Ridley Scott seemingly thought it was far more critical to portray Bonaparte as a socially awkward cuckold than to give us a film that lived up to this one’s tagline: “He Came From Nothing. He Conquered Everything.”
At the film’s end, the title cards list the number of battles that Napoleon led, as well as his major campaigns and the number of those killed as a result. It would have been great to have seen a movie in which those world-changing battles had not been treated as nuisances, and audiences came to understand a complex man whose social reforms still affect modern society 200 years later.
WOKE ELEMENTS
Wokeness ruined the movie, but the movie isn’t woke.
The creators’ own wokeness likely shaped their outlooks on Napoleon, which precluded them from highlighting his greatness (which would have made his downfall and foibles all the more poignant). However, there doesn’t seem to be an agenda to the film. There are no girl bosses, no out-of-place diversity, Christianity isn’t trashed, and I didn’t see any LGBT agenda-driven BS. It’s just not a great film.

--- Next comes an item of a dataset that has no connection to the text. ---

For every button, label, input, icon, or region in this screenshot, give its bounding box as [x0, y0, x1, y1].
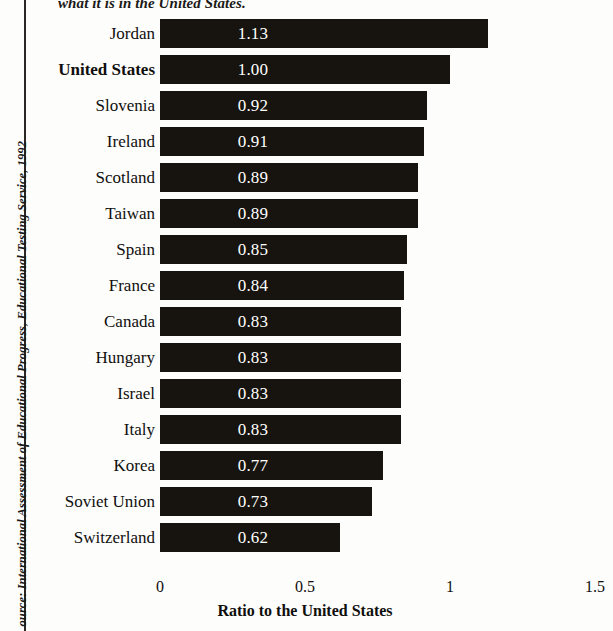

We dinged the movie 10 points for a couple of jarringly out-of-place sex scenes. The purpose of each was seemingly to illustrate that he was an ineffective lover for no other reason than to knock him down a peg in the viewer’s mind.
James Carrick
James Carrick is a passionate film enthusiast with a degree in theater and philosophy. James approaches dramatic criticism from a philosophic foundation grounded in aesthetics and ethics, offering insight and analysis that reveals layers of cinematic narrative with a touch of irreverence and a dash of snark.
13 comments
Verity
November 27, 2023 at 9:18 pm
LOVE this time period. Don’t care for Phoenix, and very worried about torrid sex scenes. I hope that this movie is worth it because I really wanna see it!
James Carrick
November 27, 2023 at 9:18 pm
Do you dislike him as a person, actor, or both?
Verity
November 27, 2023 at 9:18 pm
I actually wrote that before I had seen Phoenix in The Village (Shyamalan) and have renounced my dislike because his performance as Lucius Hunt was spectacular.
Manolo
December 7, 2023 at 7:34 pm
He was great as Commodus in Gladiator.
Stacy
November 27, 2023 at 9:18 pm
Would have preferred some French accents in this at least but I’m really looking forward to this!
Zach Osborne
November 27, 2023 at 9:18 pm
Is it worth it or woke?
James Carrick
November 27, 2023 at 9:18 pm
I wasn’t invited to a screening. I hope to see it tonight and have the review up soon.
Terry
November 27, 2023 at 9:18 pm
That’s what I want to know
Kent
December 5, 2023 at 7:14 am
It’s woke. They forced in African American generals to 18th century France.
Julien
December 6, 2023 at 6:54 pm
You talk about General Thomas-Alexandre Dumas? https://en.wikipedia.org/wiki/Thomas-Alexandre_Dumas
Kent
December 18, 2023 at 8:30 am
Any woke leftist can change wikipedia to fit there agenda.
Nick
February 14, 2024 at 2:57 am
And not everything is a conspiracy my man. General Dumas was born in St Domingue in the Caribbeans. So yeah, he was very much not white, but French to the bones. I am French, so we know of him really well. What we didn’t pay attention to in class, and were never taught, was his skin color, because nobody gives a hoot about it except Americans and British. So yeah they portrayed him accurately. Napoleon however, oh boy, what a disgrace. Josephine is nothing but a footnote in history, yet in the movie somehow she because relevant to the greatness of Napoleon. That pissed us off big time.
And it’s their, not there. At least try to spell properly if you’re making stuff up.
Jeff
January 10, 2024 at 12:04 am
He was black indeed, but the problem is… why they chose to represent him in particular over all the better marshals and generals of the Empire/Napoleon whom were not represented in the movie at all?